AICN's Quint visits the set of Michael Bay's Transformers.
In the Los Angeles Times, Phillip Lopate reviews James Mottram's The Sundance Kids, "a valuable, detailed map to the newest New Wave in Hollywood," and Mary McNamara explains the new and complex obstacle course the $100-million-plus movie is now running in Hollywood.
Janet Maslin calls The Man Who Heard Voices: Or, How M Night Shyamalan Risked His Career on a Fairy Tale "not just a puff article but a full-length, unintentionally riotous puff book." Indeed; not long into the review, you can't help but start wondering if the book isn't some sort of elaborate joke.

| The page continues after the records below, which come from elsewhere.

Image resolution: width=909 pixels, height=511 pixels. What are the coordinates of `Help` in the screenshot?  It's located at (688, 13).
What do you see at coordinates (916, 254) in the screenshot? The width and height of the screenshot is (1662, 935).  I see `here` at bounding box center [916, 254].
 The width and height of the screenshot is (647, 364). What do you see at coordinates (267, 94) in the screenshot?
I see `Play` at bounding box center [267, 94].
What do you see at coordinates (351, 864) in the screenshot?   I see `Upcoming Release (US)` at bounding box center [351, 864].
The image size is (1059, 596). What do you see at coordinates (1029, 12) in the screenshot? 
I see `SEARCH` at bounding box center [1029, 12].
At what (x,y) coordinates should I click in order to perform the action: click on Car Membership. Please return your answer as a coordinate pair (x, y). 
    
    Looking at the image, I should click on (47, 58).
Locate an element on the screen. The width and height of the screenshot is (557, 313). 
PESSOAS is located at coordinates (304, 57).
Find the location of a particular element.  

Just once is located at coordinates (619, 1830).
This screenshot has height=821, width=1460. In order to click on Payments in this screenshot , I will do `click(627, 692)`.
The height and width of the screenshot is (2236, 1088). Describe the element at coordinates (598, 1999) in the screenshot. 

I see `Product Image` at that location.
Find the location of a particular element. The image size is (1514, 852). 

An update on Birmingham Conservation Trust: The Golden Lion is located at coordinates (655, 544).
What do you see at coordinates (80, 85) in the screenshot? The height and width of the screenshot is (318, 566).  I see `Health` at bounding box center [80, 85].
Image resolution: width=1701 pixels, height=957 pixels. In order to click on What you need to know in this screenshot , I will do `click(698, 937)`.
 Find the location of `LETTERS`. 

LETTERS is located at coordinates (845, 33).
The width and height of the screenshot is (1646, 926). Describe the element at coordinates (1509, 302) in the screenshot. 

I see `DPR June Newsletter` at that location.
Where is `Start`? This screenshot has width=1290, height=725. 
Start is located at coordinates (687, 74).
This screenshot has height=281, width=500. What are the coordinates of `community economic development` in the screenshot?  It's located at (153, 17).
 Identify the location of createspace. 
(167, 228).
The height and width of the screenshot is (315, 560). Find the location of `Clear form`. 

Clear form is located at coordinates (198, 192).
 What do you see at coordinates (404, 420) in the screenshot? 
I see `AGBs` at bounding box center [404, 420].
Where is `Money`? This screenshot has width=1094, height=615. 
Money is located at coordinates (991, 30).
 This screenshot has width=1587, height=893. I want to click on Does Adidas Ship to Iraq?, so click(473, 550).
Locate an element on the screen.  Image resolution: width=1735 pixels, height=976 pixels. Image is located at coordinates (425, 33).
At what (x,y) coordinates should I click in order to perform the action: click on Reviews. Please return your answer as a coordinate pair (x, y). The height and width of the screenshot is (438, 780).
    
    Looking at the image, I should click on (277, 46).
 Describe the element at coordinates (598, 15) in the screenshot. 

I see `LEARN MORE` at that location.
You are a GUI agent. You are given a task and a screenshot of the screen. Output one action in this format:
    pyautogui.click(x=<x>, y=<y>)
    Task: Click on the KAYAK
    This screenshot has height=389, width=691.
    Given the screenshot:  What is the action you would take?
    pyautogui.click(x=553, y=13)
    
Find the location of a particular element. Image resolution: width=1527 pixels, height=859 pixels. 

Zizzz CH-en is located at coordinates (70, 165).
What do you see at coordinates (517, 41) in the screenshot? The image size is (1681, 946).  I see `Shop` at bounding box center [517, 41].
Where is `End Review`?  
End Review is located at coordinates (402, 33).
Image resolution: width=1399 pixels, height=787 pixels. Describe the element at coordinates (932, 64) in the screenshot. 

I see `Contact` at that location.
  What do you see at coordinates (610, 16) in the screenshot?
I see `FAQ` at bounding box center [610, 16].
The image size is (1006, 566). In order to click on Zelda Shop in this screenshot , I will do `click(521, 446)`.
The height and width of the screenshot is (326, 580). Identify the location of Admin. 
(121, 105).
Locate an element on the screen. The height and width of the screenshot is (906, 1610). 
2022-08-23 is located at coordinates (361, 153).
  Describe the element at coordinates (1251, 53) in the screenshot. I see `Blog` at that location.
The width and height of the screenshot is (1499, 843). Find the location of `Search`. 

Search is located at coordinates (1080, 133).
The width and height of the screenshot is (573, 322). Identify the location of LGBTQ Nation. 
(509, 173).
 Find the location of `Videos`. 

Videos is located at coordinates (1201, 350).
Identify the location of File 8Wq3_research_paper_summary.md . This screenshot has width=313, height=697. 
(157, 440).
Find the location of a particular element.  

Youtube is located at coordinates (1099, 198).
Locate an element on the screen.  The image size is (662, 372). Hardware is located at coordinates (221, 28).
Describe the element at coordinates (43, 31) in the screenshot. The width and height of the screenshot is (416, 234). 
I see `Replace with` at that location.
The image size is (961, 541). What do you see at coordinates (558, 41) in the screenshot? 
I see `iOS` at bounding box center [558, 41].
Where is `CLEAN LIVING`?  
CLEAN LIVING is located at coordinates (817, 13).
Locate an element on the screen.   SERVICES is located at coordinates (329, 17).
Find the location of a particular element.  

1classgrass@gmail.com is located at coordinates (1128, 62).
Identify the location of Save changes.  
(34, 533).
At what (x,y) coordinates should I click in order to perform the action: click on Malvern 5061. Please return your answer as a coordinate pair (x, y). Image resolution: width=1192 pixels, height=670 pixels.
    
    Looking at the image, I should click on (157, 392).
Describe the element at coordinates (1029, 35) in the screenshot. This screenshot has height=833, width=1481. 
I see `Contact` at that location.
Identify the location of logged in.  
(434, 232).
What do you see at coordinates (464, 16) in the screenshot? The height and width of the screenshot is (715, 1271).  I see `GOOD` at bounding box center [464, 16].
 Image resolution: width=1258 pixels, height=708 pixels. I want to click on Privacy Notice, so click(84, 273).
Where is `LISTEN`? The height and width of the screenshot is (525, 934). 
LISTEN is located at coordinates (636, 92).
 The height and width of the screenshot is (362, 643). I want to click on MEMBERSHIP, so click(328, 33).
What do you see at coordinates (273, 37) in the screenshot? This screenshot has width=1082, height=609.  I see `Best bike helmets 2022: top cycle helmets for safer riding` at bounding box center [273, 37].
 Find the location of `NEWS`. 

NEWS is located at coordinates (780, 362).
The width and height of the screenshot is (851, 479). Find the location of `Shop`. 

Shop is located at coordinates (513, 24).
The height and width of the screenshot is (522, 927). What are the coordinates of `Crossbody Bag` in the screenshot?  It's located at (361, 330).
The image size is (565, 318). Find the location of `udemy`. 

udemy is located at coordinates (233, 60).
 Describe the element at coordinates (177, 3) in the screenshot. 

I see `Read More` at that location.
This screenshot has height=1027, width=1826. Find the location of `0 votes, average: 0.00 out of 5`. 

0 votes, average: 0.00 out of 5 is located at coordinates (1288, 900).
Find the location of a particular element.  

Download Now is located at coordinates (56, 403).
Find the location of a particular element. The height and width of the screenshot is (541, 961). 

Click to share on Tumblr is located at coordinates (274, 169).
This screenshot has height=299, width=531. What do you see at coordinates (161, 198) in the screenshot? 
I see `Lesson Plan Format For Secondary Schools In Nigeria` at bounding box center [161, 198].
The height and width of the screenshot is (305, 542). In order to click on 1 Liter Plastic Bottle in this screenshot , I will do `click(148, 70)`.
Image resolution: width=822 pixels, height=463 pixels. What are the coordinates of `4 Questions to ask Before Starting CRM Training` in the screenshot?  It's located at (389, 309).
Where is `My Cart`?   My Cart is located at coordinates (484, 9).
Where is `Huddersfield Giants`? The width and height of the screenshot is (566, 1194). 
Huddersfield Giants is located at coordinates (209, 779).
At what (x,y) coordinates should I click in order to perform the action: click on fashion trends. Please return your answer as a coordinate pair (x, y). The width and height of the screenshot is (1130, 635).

Also in the in the New York Times:
"Why Maurice Pialat, who died in 2003, is not readily acknowledged as the greatest French director of his generation is a grand mystery," declares Travis Miles as he launches into a review of Ŕ nos amours for Stop Smiling.
"Quite unlike the saucy 1927 film of [Elinor] Glyn's It starring Clara Bow, Beyond the Rocks handles sexual desire from a distance," writes Ray Young at Flickhead. Nonetheless, the DVD (out tomorrow) is "another exceptional presentation from Milestone, a company with an unflagging devotion to the preservation of early cinema."
Adam Dobson for Metaphilm: "Trainspotting examines the tension caused by segregation and the demands of citizenship, and as such explains social problems as the denial of this tension. Denial is shown only to exacerbate the problems."
Peter Nellhaus on Roma Citta Libera: "While not a rediscovered masterpiece, this is a film that helps fill a missing piece in the overall history of Italian cinema."
Jeremy Knox at Film Threat: "Tokyo Zombie isn't the best zombie film I've seen, but it makes up to us with sheer exuberance and energy. From one minute to the next you don't know what you're going to see and that's the greatest experience in the world when you're watching a movie."
"Almost three years to the day after its premiere at the 2003 SF International LGBT Film Festival, Tracy Flannigan's Rise Above: The Tribe 8 Documentary is finally making its theatrical premiere in San Francisco, home for the long-running (though now defunct) lesbian punk band it scrutinizes." Dennis Harvey talks with Flannigan for SF360.
San Francisco Silent Film Festival opens on Friday and runs through the weekend; at the Siffblog, Anne M Hockens tells you why you want to go if you can. Also, David Jeffers on the star attraction, Pandora's Box.
"The fact is, spilling an ugly secret is the price of admission for the cover of Vanity Fair. And it's corporate policy." Bill Robinson, writing at the Huffington Post, blames Oprah.
Time's Richard Corliss picks 7 DVDs that "Show How Divine and Dramatic Dance Can Be."
Eugene Hernandez at indieWIRE: "With the goal of releasing six to eight films per year, Paul Hudson and Peter Peterson recently unveiled the launch slate for their new distrution company, Outsider Pictures."
Summer reading tip. Tim Lucas: "A couple of my friends have been using Lulu to make some interesting rare items available to a wider readership."
Online viewing tip #1. At Twitch, Todd's got the trailer for Zhang Yimou's Riding Alone for Thousands of Miles.
Online viewing tip #2. Movie City News points to the trailer for Night at the Museum.
Online viewing tip #3. The trailer for Opie Gets Laid, screening at Dances With Films on July 25.